In part, that stems from the primacy placed on the economy by the Harper administration. "Ideals have been beaten by reality," said the report, which criticizes short-term thinking in the Canadian energy sector, particularly in the oil sands. "Placing a priority on exporting Canadian energy and raw materials is surely not good for Canada's economic development in the long-term, and is obviously not good for the environment."

The environmental criticism, in particular, is likely to raise eyebrows.

In China, 20 per cent of farm land and over half of ground water is polluted, while much of the country routinely chokes under a heavy blanket of thick smog. Cancer villages fester in the shadow of heavy industry, and bad air knocks as much as five years off life expectancy.

China is no paragon of environmental cleanliness — and it is among the world powers most guilty of choosing short-term economic gain over long-term good. Chinese companies are also major investors in the oil sands, which the report nonetheless calls "the dirtiest, most wasteful and unsustainable energy resource." It favourably cites Andrew Nikiforuk, who has been among Canada's sharpest-tongued scourges of the energy industry's environmental record.
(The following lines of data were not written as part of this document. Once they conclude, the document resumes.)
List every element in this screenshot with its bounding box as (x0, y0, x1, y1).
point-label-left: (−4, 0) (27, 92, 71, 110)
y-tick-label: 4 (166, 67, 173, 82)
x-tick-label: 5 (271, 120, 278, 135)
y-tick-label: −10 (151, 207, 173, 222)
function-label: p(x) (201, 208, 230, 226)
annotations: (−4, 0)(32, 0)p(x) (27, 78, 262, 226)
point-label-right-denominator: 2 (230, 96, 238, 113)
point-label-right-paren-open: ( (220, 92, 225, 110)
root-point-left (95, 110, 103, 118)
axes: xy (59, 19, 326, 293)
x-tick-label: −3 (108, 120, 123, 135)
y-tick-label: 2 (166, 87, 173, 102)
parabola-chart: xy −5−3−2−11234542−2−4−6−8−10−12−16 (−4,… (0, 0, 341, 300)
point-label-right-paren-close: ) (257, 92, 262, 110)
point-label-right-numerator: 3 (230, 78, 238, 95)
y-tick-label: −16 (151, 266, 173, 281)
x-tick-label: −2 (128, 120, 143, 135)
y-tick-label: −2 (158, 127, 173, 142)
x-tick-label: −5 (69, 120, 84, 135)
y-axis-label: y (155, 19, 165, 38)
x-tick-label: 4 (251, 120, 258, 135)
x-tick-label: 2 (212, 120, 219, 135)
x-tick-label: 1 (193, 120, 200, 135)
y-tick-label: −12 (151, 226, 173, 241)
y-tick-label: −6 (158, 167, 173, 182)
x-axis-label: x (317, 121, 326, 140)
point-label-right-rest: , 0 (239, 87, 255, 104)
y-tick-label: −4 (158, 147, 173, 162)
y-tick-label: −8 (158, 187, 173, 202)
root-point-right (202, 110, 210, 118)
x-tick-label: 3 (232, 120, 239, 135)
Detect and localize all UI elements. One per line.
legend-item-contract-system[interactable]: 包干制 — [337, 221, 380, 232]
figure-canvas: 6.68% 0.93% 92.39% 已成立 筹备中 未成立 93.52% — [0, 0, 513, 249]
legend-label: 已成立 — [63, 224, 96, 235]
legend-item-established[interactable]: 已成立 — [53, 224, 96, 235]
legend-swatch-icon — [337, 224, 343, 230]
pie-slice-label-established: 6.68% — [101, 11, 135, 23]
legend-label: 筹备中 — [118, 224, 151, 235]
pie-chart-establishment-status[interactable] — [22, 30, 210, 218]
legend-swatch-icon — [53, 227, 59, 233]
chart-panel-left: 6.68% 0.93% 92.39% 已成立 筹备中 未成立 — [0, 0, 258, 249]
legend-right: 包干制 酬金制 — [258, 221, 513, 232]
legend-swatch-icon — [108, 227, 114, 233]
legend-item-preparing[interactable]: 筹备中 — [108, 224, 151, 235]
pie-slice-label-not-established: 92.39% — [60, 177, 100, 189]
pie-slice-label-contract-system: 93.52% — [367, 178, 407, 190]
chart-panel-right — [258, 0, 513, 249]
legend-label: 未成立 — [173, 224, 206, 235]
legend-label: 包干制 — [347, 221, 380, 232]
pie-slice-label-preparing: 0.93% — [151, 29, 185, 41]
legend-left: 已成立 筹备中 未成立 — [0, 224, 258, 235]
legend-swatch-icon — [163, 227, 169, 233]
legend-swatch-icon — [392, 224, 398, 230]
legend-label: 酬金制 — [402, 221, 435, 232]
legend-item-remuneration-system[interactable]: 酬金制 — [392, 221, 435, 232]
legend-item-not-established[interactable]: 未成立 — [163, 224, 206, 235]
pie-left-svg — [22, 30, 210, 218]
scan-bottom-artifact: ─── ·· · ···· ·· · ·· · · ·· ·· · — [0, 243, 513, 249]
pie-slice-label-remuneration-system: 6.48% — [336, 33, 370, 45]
It also punches back at Bruce Gilley, a Fellow of the Queen's University Centre for International and Defence Policy, who has argued that Canada needs to take a more principled stand on China.

"We have been schooled to always give Beijing face, never upbraid them, and generally let them define the relationship. This is nonsense," he wrote in 2008. China needs Canada to bolster its "international respectability," but Canada "cannot have a mature and productive relationship with Beijing unless we are willing to openly state our differences and criticisms of its regime."

The blue paper's riposte: that can't be allowed to happen. Any effort by Canada to sneak in advocacy for good governance — through NGOs, aid or otherwise — "will bring challenges and risks to cooperation between the two countries."

To Mr. Gilley, the Chinese focus on his comments is surprising, given how little effort current-day Canada puts on advocating anything outside business interests with China. But, he said, "Beijing knows that, unlike, say Singapore, it is vulnerable on the good governance agenda because in fact it does not govern that well."

He held out little hope of Canada holding a firm line, though: "Beijing almost always gets its way with Canada."